Better to take on games with the appropriate time control.
Resign rather than incurring timeouts.
With a timeout ratio above 10% you cannot join the official tournaments nor most member-created tournaments.
Better to take on games with the appropriate time control.
Resign rather than incurring timeouts.
With a timeout ratio above 10% you cannot join the official tournaments nor most member-created tournaments.
sometmes, when you resign you lose more points than timeout,
You have to take your time, and to play your move as speed as well
I was just wondering if Chess.com would think I was cheating or something if I suddenly resigned all my games for no obvious reason (Right now I'm a bit too busy for chess).
Thanks anyways!
sometmes, when you resign you lose more points than timeout
Where did you get this idea? I am 100% positive that this is false. A win is a win and a loss is a loss.
sometmes, when you resign you lose more points than timeout
Where did you get this idea? I am 100% positive that this is false. A win is a win and a loss is a loss.
really? I doubt that. Only I thought a resignation costs less points than being timed out.
sometmes, when you resign you lose more points than timeout
Where did you get this idea? I am 100% positive that this is false. A win is a win and a loss is a loss.
really? I doubt that. Only I thought a resignation costs less points than being timed out.
Well, why would it? Either way is a loss. If you are at a tournament with the black pieces, whether you resign, get checkmated, or your flag falls, it still goes on the scoreboard as 1-0.
Go to 'My Online Chess' > 'Details' > 'Show Rating Adjustment.' It shows the rating adjustment for a win, a loss, and a draw. There is no fourth number for timeouts.
sometmes, when you resign you lose more points than timeout
Where did you get this idea? I am 100% positive that this is false. A win is a win and a loss is a loss.
really? I doubt that. Only I thought a resignation costs less points than being timed out.
Well, why would it? Either way is a loss. If you are at a tournament with the black pieces, whether you resign, get checkmated, or your flag falls, it still goes on the scoreboard as 1-0.
Go to 'My Online Chess' > 'Details' > 'Show Rating Adjustment.' It shows the rating adjustment for a win, a loss, and a draw. There is no fourth number for timeouts.
There was a recent change.
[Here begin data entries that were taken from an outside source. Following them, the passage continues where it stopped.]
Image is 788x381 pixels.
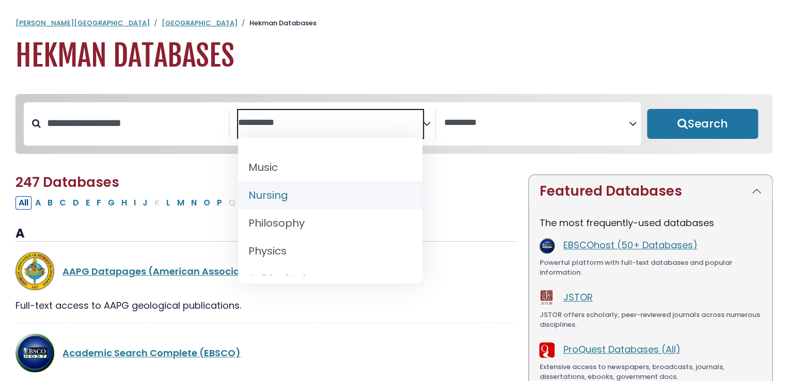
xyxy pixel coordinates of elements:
button: Featured Databases [529,175,772,208]
button: Filter Results A [32,196,44,210]
button: Filter Results B [44,196,56,210]
a: ProQuest Databases (All) [563,343,680,356]
p: The most frequently-used databases [539,216,762,230]
div: Full-text access to AAPG geological publications. [15,298,516,312]
a: [PERSON_NAME][GEOGRAPHIC_DATA] [15,18,150,28]
a: AAPG Datapages (American Association of Petroleum Geologists) [62,265,382,278]
button: Filter Results E [83,196,93,210]
textarea: Search [444,118,629,129]
a: EBSCOhost (50+ Databases) [563,239,697,251]
div: Powerful platform with full-text databases and popular information. [539,258,762,278]
input: Search database by title or keyword [41,115,229,132]
button: Filter Results P [214,196,225,210]
a: Academic Search Complete (EBSCO) [62,347,241,359]
button: Filter Results O [200,196,213,210]
nav: breadcrumb [15,18,773,28]
h3: A [15,226,516,242]
nav: Search filters [15,94,773,154]
button: Filter Results J [139,196,151,210]
button: Filter Results C [56,196,69,210]
button: Filter Results D [70,196,82,210]
a: JSTOR [563,291,592,304]
li: Political Science [238,265,423,293]
li: Philosophy [238,209,423,237]
li: Hekman Databases [238,18,317,28]
button: Filter Results L [163,196,174,210]
button: Filter Results H [118,196,130,210]
button: Filter Results F [93,196,104,210]
div: JSTOR offers scholarly, peer-reviewed journals across numerous disciplines. [539,310,762,330]
li: Nursing [238,181,423,209]
h1: Hekman Databases [15,39,773,73]
li: Music [238,153,423,181]
textarea: Search [238,118,423,129]
button: Submit for Search Results [647,109,758,139]
button: Filter Results N [188,196,200,210]
a: [GEOGRAPHIC_DATA] [162,18,238,28]
li: Physics [238,237,423,265]
button: Filter Results M [174,196,187,210]
span: 247 Databases [15,173,119,192]
button: Filter Results I [131,196,139,210]
div: Alpha-list to filter by first letter of database name [15,196,364,209]
button: Filter Results G [105,196,118,210]
button: All [15,196,32,210]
The help file entry has been revised to remove the reference to a minimum number of moves . Resignations affect ratings but before some unwritten number of moves a timeout does not.
See here where a player timed out but rating was not affected.
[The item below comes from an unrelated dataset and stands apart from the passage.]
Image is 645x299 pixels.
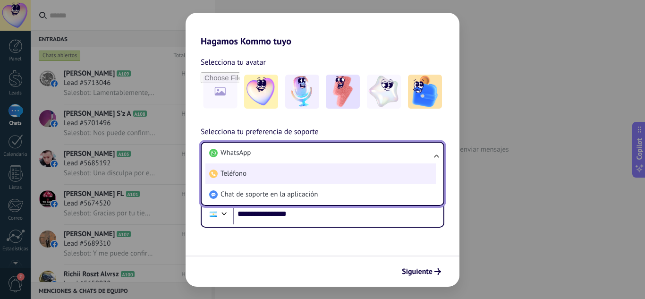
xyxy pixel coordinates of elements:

I can speculate this will deter premium members from signing up for more tournaments than they can handle.
Resign your games to prevent the timeout ratio from being too high. I see this happen fairly often and you will be fine.
sometmes, when you resign you lose more points than timeout
Where did you get this idea? I am 100% positive that this is false. A win is a win and a loss is a loss.
really? I doubt that. Only I thought a resignation costs less points than being timed out.
Well, why would it? Either way is a loss. If you are at a tournament with the black pieces, whether you resign, get checkmated, or your flag falls, it still goes on the scoreboard as 1-0.
Go to 'My Online Chess' > 'Details' > 'Show Rating Adjustment.' It shows the rating adjustment for a win, a loss, and a draw. There is no fourth number for timeouts.
There was a recent change. The help file entry has been revised to remove the reference to a minimum number of moves . Resignations affect ratings but before some unwritten number of moves a timeout does not.
This is not recent, and it doesn't really have anything to do with what we are talking about. O-blade commented that resignations sometimes lose more rating points than timeouts. As far as I know, and what common sense tells me, this is false.
It is hard for me to tell what you are saying exactly, but since I have been on this site there has been a minimum (2 moves if I remember correctly, although I suppose it should be 3 half moves) number of moves where, before this threshold, ratings are not affected. However, this includes both resignations and timeouts and so does not relate to the previous comments.
I just wanted to know, am I allowed to resign games simply to avoid timing out? Is there a rule (formal or etiquette) against it?